How To Ask Good Questions
I feel this topic is really important for many reasons. I also have recent experience that proves people are not that good at this, or they don’t try hard enough. I’ll try to write a bit about this and hopefully convince a few about the importance of good questions.
Why To Ask Good Questions?
I’ll dive right in and say a few words about why I think this is absolutely crucial to ask good questions. It turns out that people ask questions when they need something. So a useful answer is usually what they hope for. However, does really anybody feel like helping other people when they pose a stupid, broad, vague, etc. question? I don’t think so! Such questions tend to be avoided, answered in a similar manner, handed to somebody else or, at best, people who ask such dumb questions get, instead of an answer, a question in return.
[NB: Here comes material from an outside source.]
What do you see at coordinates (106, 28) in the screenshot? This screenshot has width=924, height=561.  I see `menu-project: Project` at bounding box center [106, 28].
Any of these waste time and nothing gets solved.
Attributes of Good Question
When we know why to ask good questions, let’s have a look at what you should do in order to ask good questions.
- Be concrete
- Present details
- Say what’s your objective - why are you asking in the first place? what do you want to achive? there might be a better/easier solution
- Present what you have already tried and why it didn’t work or what results you got - it shows you’re not lazy and that you actually try to solve your problems first, that’s always a good strategy
- Say where you have tried to look for an answer - people won’t point you towards the same resource, so you’re not wasting anybody’s time
- Suggest what direction you’d take next and even ask if one of them might be the right one - it shows you’re thinking about the problem and that you try to be an active participant in finding the solution
- If your question is written, read it after yourself, correct typos, grammatical errors, etc. - you show you’re not illiterate :)
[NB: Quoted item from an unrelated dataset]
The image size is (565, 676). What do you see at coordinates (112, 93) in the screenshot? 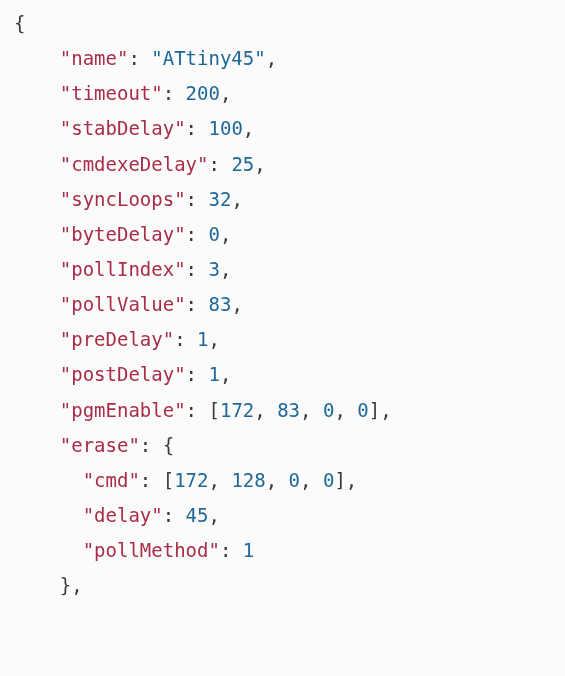
I see `json-key: "timeout"` at bounding box center [112, 93].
- Don’t put the blame on anybody, rather assume you’ve missed something - it’s easy to point a finger on other people, but the odds are that you’re likely to be wrong and that you’ve missed something important
There might be more points, but I’m sure that following just these will dramatically improve your questions, and in turn the way people respond to them. You will simply get relevant answers faster!
Examples of Bad Questions
It’s time to show you a few beauties what should never be asked.
This doesn't work, how can I fix it?
Ok… what doesn’t work? Why do you want to fix it? What do you want to achive? Why should I do some thinking instead of you? What have you tried? … I can go on and on. And I’m not very willing to help you.Im using robot framework. Both the if part and else part is executing. Can anybody help me with this? Thank you
Where is the code? Do you really expect anybody to help you out when you can’t even provide the faulty code? What have you tried? Why should I solve your problems? Even if I’m super nice, my only answer could be justyes
, because you’re not asking how to solve the problem, you’re asking if somebody can help you…Why this doesn't work?
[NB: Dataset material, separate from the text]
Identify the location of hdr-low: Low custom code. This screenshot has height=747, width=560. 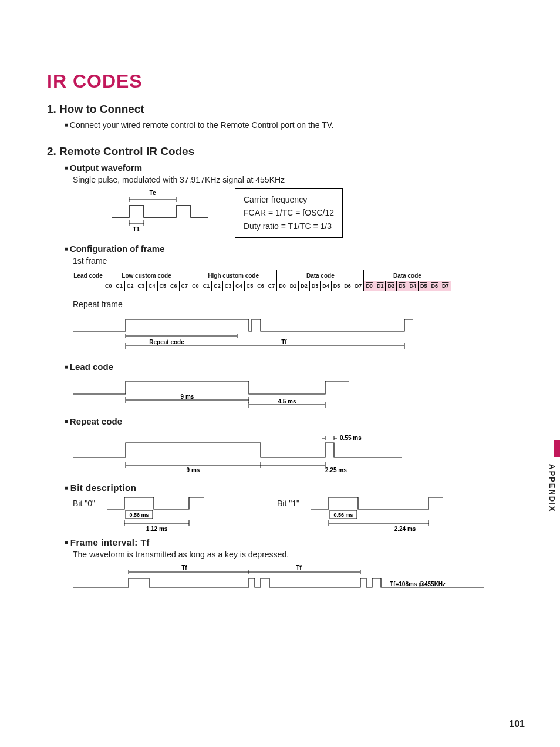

Why do you assume it doesn’t? What do you expect to see? How did you end up in this situation?
I think I’ll stop here :)
Example of Good Questions
Good questions tends to be longer, so I’ll link this one question I posted in sqa.stackexchange.com. I’m brave enought to say I asked a good question. It was concrete, I showed what steps I took, and I didn’t assume there was something wrong with Codeception, but rather I missed something. And of course I missed a fairly stupid thing. I just didn’t see that. The important thing is I got a solution/answer in 12 minutes. How long would it have taken had I asked in some broad, impolite way?
Another question I asked. It starts with a fairly concrete title, then I presented detail steps I took and results of each one of them. I showed I checked that the container is running. I described what I didn’t see and what I expected to see. I also included versions of the products I used. All this trouble of defining my question precisely eventually led me to investigate further and I found a solution myself (which I posted there as well). Asking good questions has a strong potential to bring you to the right answer with no help at all. Sometimes you just need to summarize it and go over it once again.
I hope I’ve presented enough examples on either side, so I’ll leave it here. Feel free to let me know if I missed something important.